View Single Post
  #76  
Old June 27th 05, 01:49 PM
Don Johnstone
external usenet poster
 
Posts: n/a
Default

Sorry I do not see that finding yourself in a condition
where the nose is well up above the horizon, airspeed
rapidly decaying with the possibility of increase wing
load from hanging cable can be described as 'normal'.
It is a situation we train pilots to recover from but
it also goes against the normal training in that the
reference to the horizon means less than normal.
During the launch the attitude to of the glider to
the relative airflow is within the normal parameters.
As soon as the launch fails, for whatever reason, the
situation becomes abnormal. Lowering the nose to an
attitude relative to the horizon will not result in
instant recovery.
My way of teaching was for the student to carry out
the corrective action and then ask a simple questions.
Do I have the approach attitude? Answer no, correct,
answer yes then 'Do I have the approach airspeed? answer
no, check response to answer yes, if that is still
yes then wait until the answer to the airspeed question
is yes. When the answer to both questions is yes, then
and only then decide on the most appropriate course
of action and implement.

Works for me and I have survived 10000 winch launches

At 12:18 27 June 2005, Stefan wrote:
wrote:

But if you are
flying outside normal flight conditions (IE, aerobatics
or cable break
recoveries),


A cable brake during a winch launch is a perfectly
normal flight
condition, and as such, is regulariliy trained. Maybe
I'm wrong, but it
seems you didn't do many winch launches, did you?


# Goal of the exercise:
An exact copy of every record below is needed, with the pictures left out.

Given information START

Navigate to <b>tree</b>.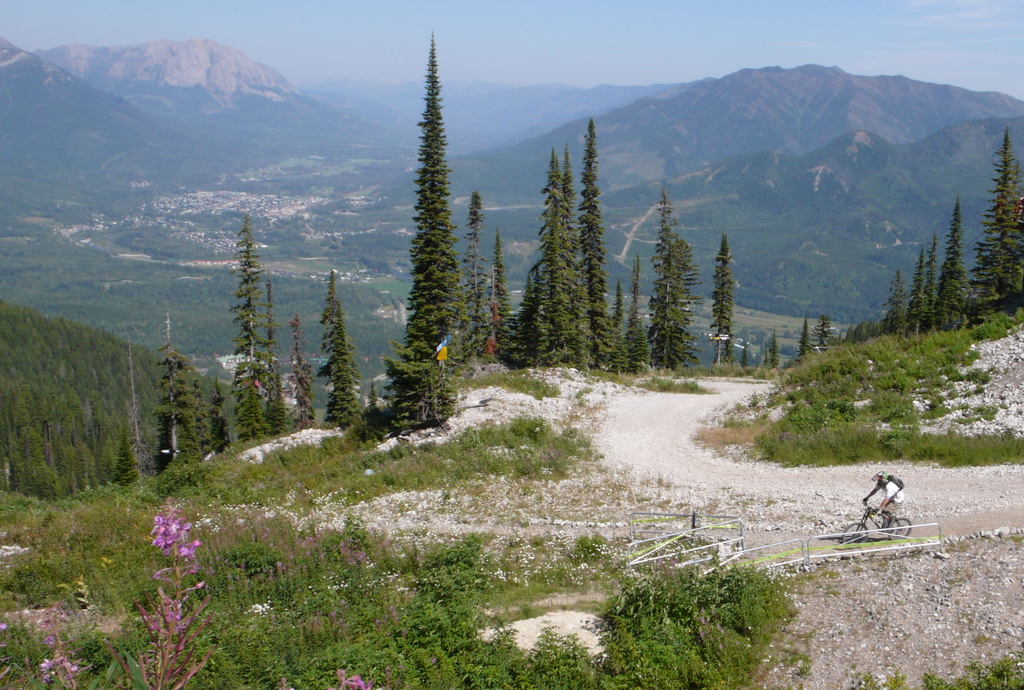
Navigation target: {"x1": 321, "y1": 288, "x2": 372, "y2": 446}.
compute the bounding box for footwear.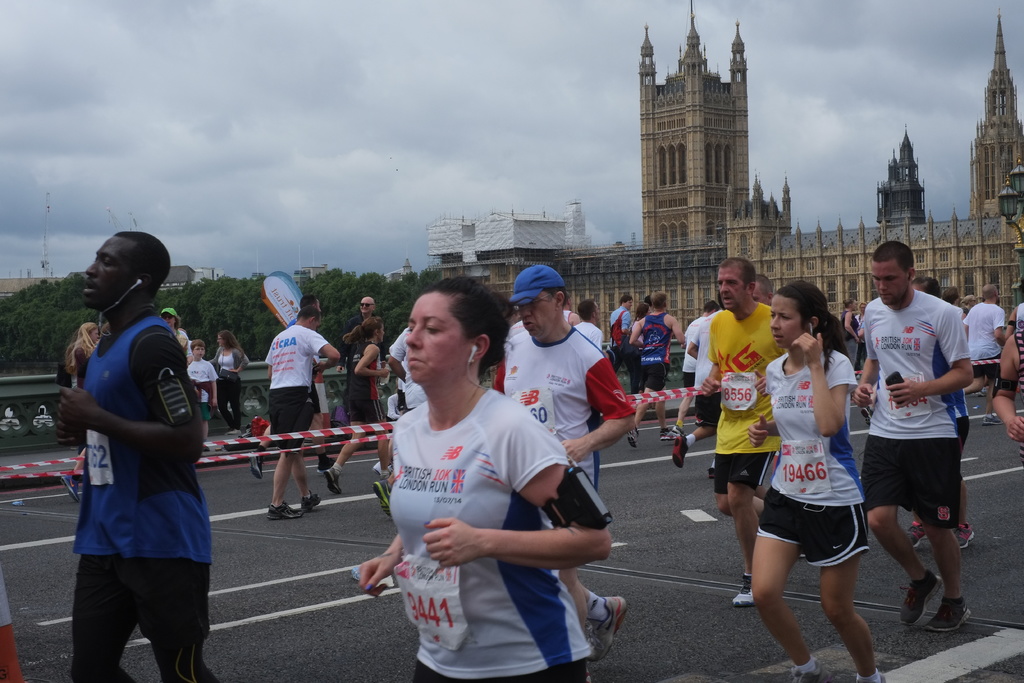
<box>248,450,265,481</box>.
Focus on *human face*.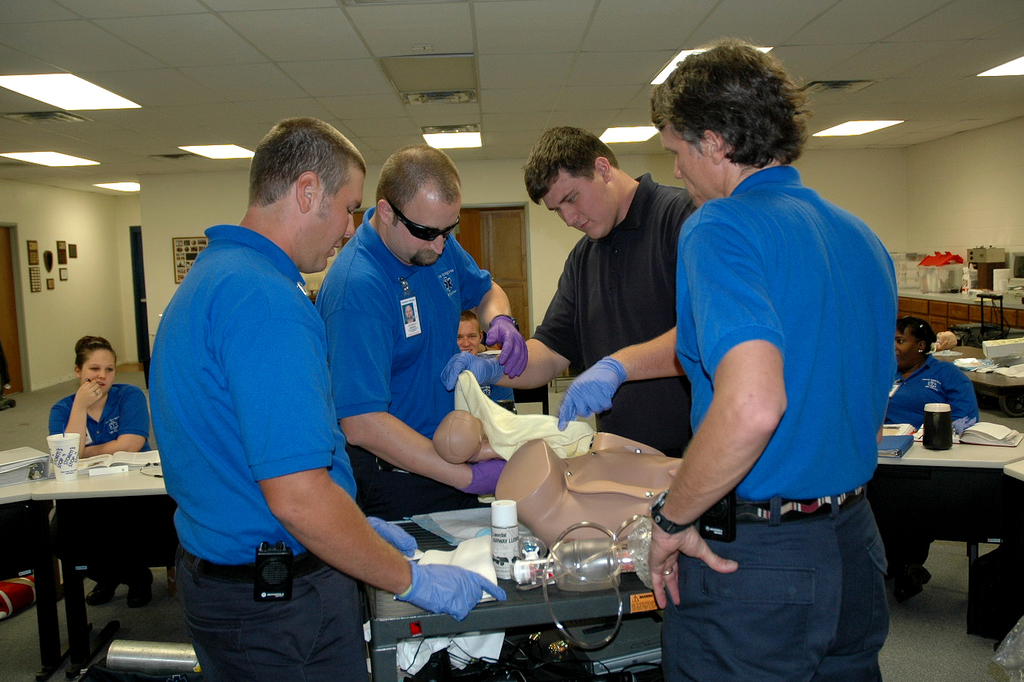
Focused at [82,353,118,392].
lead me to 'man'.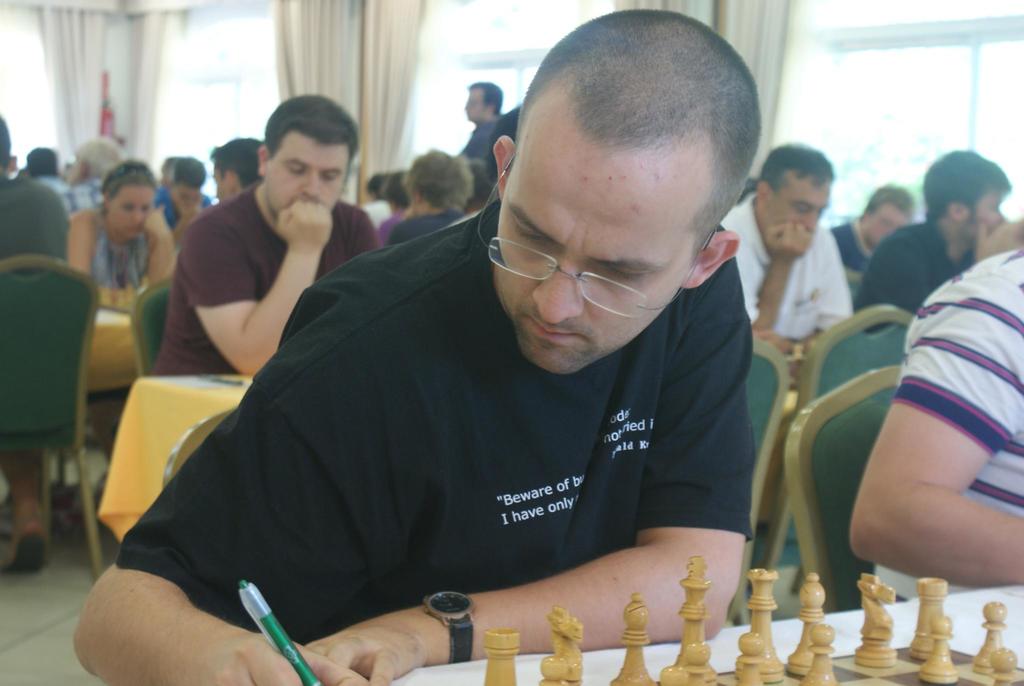
Lead to region(72, 136, 125, 206).
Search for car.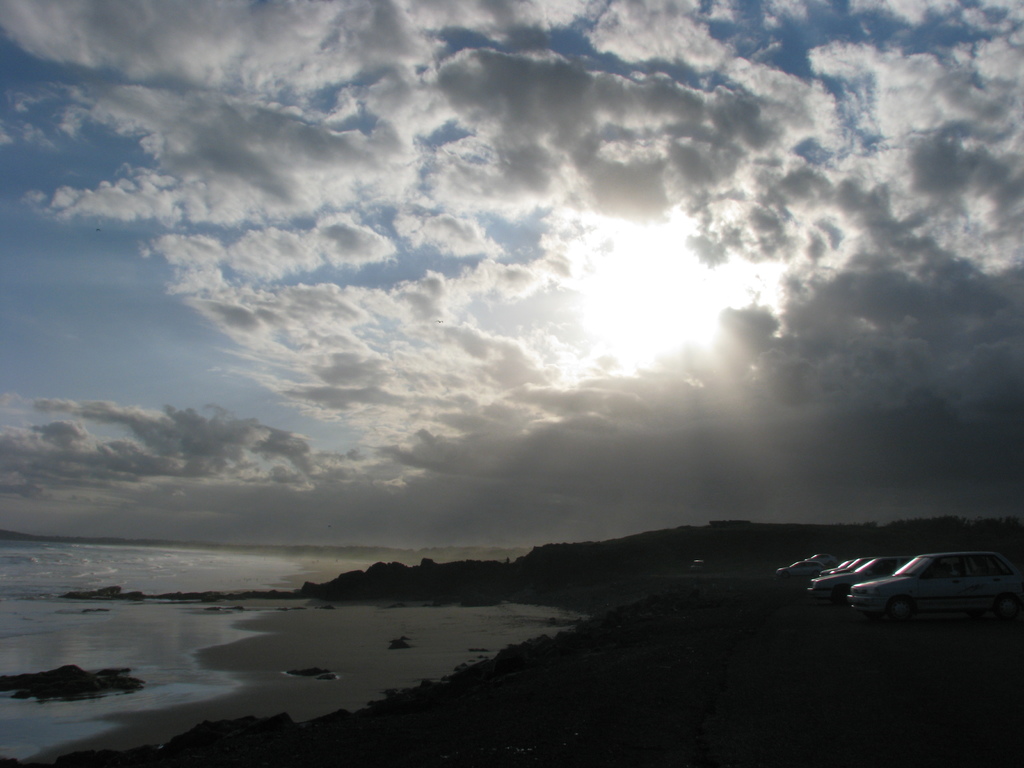
Found at crop(839, 553, 1023, 636).
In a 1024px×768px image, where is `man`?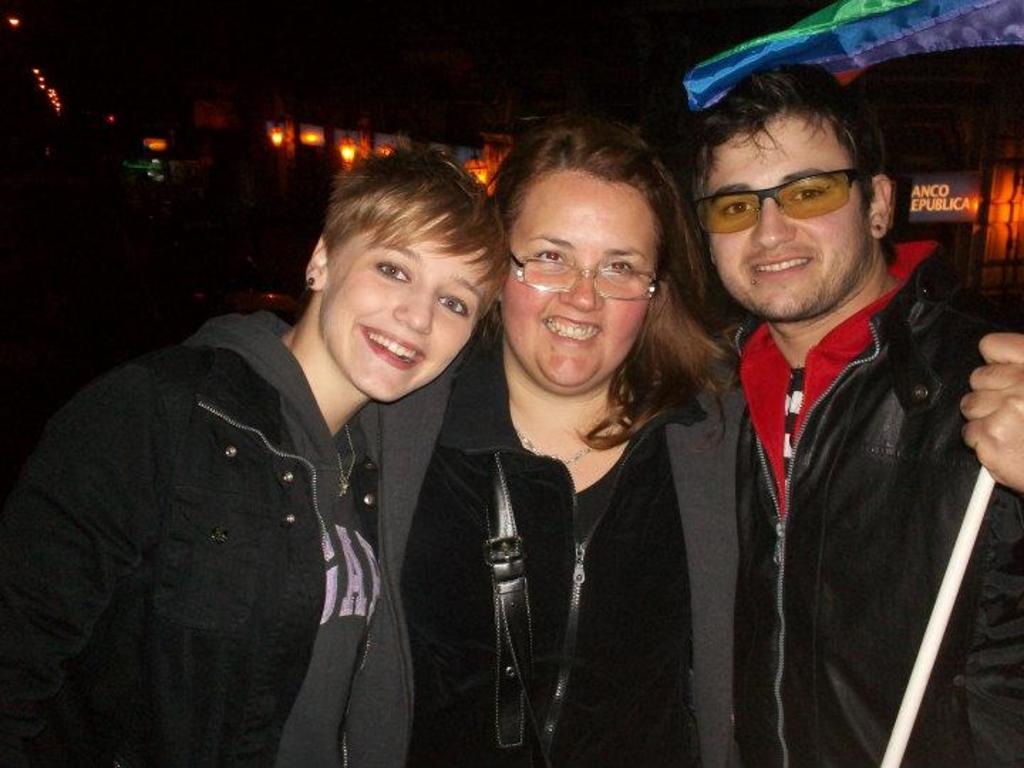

Given information END

# Output of the task:
Navigate to <b>tree</b>.
Navigation target: {"x1": 321, "y1": 288, "x2": 372, "y2": 446}.
compute the bounding box for footwear.
<box>248,450,265,481</box>.
Focus on *human face*.
Focused at [82,353,118,392].
lead me to 'man'.
Lead to region(72, 136, 125, 206).
Search for car.
Found at crop(839, 553, 1023, 636).
In a 1024px×768px image, where is `man`?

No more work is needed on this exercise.